Sunday, January 3, 2016

VALUES

Robert M. Pirsig, Zen and the Art of Motorcycle Maintenance: An Inquiry into Values (Twenty-Fifth Anniversary Edition), with a new introduction by the author (New York: William Morrow, 1974, 1999) ("Quality, value, creates the subjects and objects of the world. The facts do not exist until value has created them. If your values are rigid you can't really learn new facts.Id. at 310. "The real University is not a material object. It is not a group of buildings that can be defended by police. [W]hen a college lost its accreditation, nobody came and shut down the school. There were no legal penalties no fines, no jail sentences. Classes did not stop. Everything went on just as before. Students got the same education they would if the school didn't lose its accreditation. All that would happen . . . would simply be an official recognition of a condition that already existed. . . . What would happen is that the real University, which no legislature can dictate to and which can never be identified by any location of bricks or boards or glass, would simply declare that this place was no longer 'holy ground.' The real University would vanish from it, and all that would be left was the bricks and the books and the material manifestations." Id. at 149. "The real University . . . has no specific location, it owns no property, pays no salaries and receives no material dues. The real University is a state of mind.
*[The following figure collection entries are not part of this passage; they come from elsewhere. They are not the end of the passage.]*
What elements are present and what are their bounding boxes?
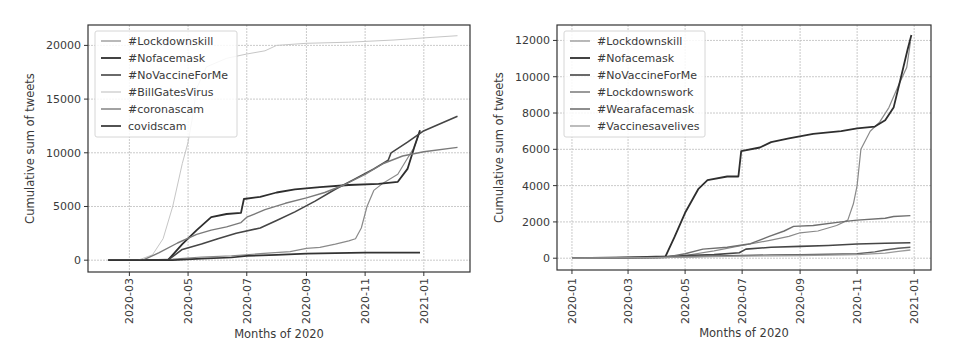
chart-right-hashtags-cumulative: 0200040006000800010000120002020-012020-0…: [492, 25, 931, 340]
y-axis-label: Cumulative sum of tweets: [492, 72, 506, 223]
x-tick-label: 2020-09: [794, 278, 807, 324]
y-tick-label: 6000: [522, 143, 550, 156]
x-tick-label: 2020-05: [679, 278, 692, 324]
x-tick-label: 2020-11: [851, 278, 864, 324]
y-tick-label: 12000: [515, 34, 550, 47]
x-axis-label: Months of 2020: [234, 327, 324, 341]
y-axis-ticks: 05000100001500020000: [46, 39, 88, 267]
x-tick-label: 2020-03: [123, 278, 136, 324]
x-tick-label: 2020-07: [736, 278, 749, 324]
x-axis-ticks: 2020-012020-032020-052020-072020-092020-…: [566, 270, 921, 324]
legend-label: #BillGatesVirus: [128, 86, 214, 99]
y-tick-label: 5000: [53, 200, 81, 213]
y-tick-label: 0: [543, 252, 550, 265]
y-tick-label: 4000: [522, 180, 550, 193]
x-axis-ticks: 2020-032020-052020-072020-092020-112021-…: [123, 272, 430, 324]
legend-label: #Lockdownswork: [597, 86, 694, 99]
y-tick-label: 0: [74, 254, 81, 267]
x-axis-label: Months of 2020: [699, 326, 789, 340]
x-tick-label: 2021-01: [908, 278, 921, 324]
x-tick-label: 2020-07: [241, 278, 254, 324]
x-tick-label: 2020-05: [182, 278, 195, 324]
y-tick-label: 2000: [522, 216, 550, 229]
legend-label: #NoVaccineForMe: [597, 69, 697, 82]
y-tick-label: 8000: [522, 107, 550, 120]
x-tick-label: 2020-11: [359, 278, 372, 324]
x-tick-label: 2020-01: [566, 278, 579, 324]
y-axis-label: Cumulative sum of tweets: [23, 73, 37, 224]
legend: #Lockdownskill#Nofacemask#NoVaccineForMe…: [564, 31, 705, 137]
legend-label: #Lockdownskill: [128, 35, 213, 48]
legend-label: #Lockdownskill: [597, 35, 682, 48]
figure: 050001000015000200002020-032020-052020-0…: [0, 0, 955, 358]
x-tick-label: 2021-01: [418, 278, 431, 324]
legend: #Lockdownskill#Nofacemask#NoVaccineForMe…: [95, 31, 237, 137]
y-axis-ticks: 020004000600080001000012000: [515, 34, 557, 265]
x-tick-label: 2020-09: [300, 278, 313, 324]
chart-left-hashtags-cumulative: 050001000015000200002020-032020-052020-0…: [23, 25, 470, 341]
legend-label: #NoVaccineForMe: [128, 69, 228, 82]
legend-label: covidscam: [128, 120, 187, 133]
y-tick-label: 15000: [46, 93, 81, 106]
legend-label: #Vaccinesavelives: [597, 120, 700, 133]
y-tick-label: 10000: [515, 71, 550, 84]
legend-label: #Nofacemask: [597, 52, 675, 65]
x-tick-label: 2020-03: [622, 278, 635, 324]
y-tick-label: 20000: [46, 39, 81, 52]
legend-label: #coronascam: [128, 103, 204, 116]
y-tick-label: 10000: [46, 147, 81, 160]
legend-label: #Nofacemask: [128, 52, 206, 65]
legend-label: #Wearafacemask: [597, 103, 695, 116]
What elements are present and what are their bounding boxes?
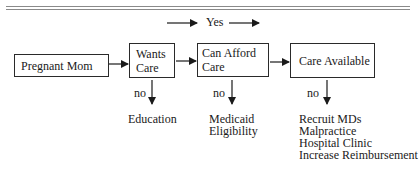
no-label-can-afford: no — [213, 87, 225, 100]
outcome-increase-reimbursement: Increase Reimbursement — [299, 149, 418, 162]
outcome-education: Education — [128, 113, 177, 126]
no-label-care-available: no — [307, 87, 319, 100]
node-label: Care Available — [299, 54, 370, 68]
node-care-available: Care Available — [290, 43, 375, 78]
node-pregnant-mom: Pregnant Mom — [14, 54, 109, 77]
node-can-afford-care: Can Afford Care — [197, 43, 269, 77]
node-label-line2: Care — [202, 60, 225, 74]
node-label-line2: Care — [136, 61, 159, 75]
node-label-line1: Wants — [136, 47, 166, 61]
node-label: Pregnant Mom — [21, 59, 93, 73]
node-label-line1: Can Afford — [202, 46, 256, 60]
no-label-wants-care: no — [134, 87, 146, 100]
outcome-eligibility: Eligibility — [209, 125, 258, 138]
node-wants-care: Wants Care — [129, 43, 175, 78]
yes-label: Yes — [206, 16, 223, 29]
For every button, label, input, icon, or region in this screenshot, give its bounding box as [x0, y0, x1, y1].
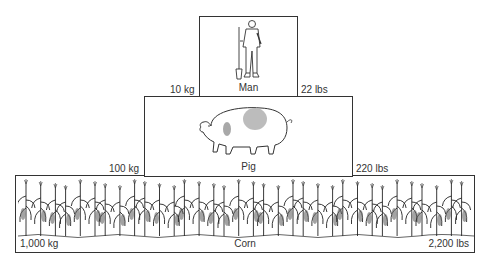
man-mass-metric: 10 kg: [170, 84, 194, 95]
man-icon: [230, 19, 270, 81]
corn-mass-imperial: 2,200 lbs: [428, 238, 469, 249]
corn-plants-icon: [18, 178, 474, 238]
pig-level: Pig: [144, 96, 353, 177]
man-mass-imperial: 22 lbs: [301, 84, 328, 95]
pig-mass-imperial: 220 lbs: [356, 163, 388, 174]
corn-label: Corn: [16, 238, 474, 249]
pig-mass-metric: 100 kg: [109, 163, 139, 174]
corn-level: 1,000 kg Corn 2,200 lbs: [15, 175, 475, 253]
man-level: Man: [199, 16, 298, 97]
man-label: Man: [200, 82, 297, 93]
pig-label: Pig: [145, 161, 352, 172]
pig-icon: [197, 102, 297, 158]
It is that great heritage of rational thought that has been brought down to us through the centuries and which does not exist at any specific location. It's a state of mind which is regenerated throughout the centuries by a body of people who traditionally carry the title of professor, but even that title is not part of the real University. The real University is nothing less than the continuing body of reason itself." Id. at 150. "[Robert Maynard] Hutchins had rejected the idea that an empirical scientific education could automatically produce a 'good' education. Science is 'value free.' The inability of science to grasp Quality, as an object of enquiry, makes it impossible for science to provide a scale of values." Id. at 342-343. Note: Pirsig is not a fan of Hutchins & Adler's project, The Great Books of the Western World, or at least not Aristotle, as a good source for "Quality," or values. I am, however.).

Robert M. Pirsig, Lila: An Inquiry into Morals (New York: Bantam Press, 1991).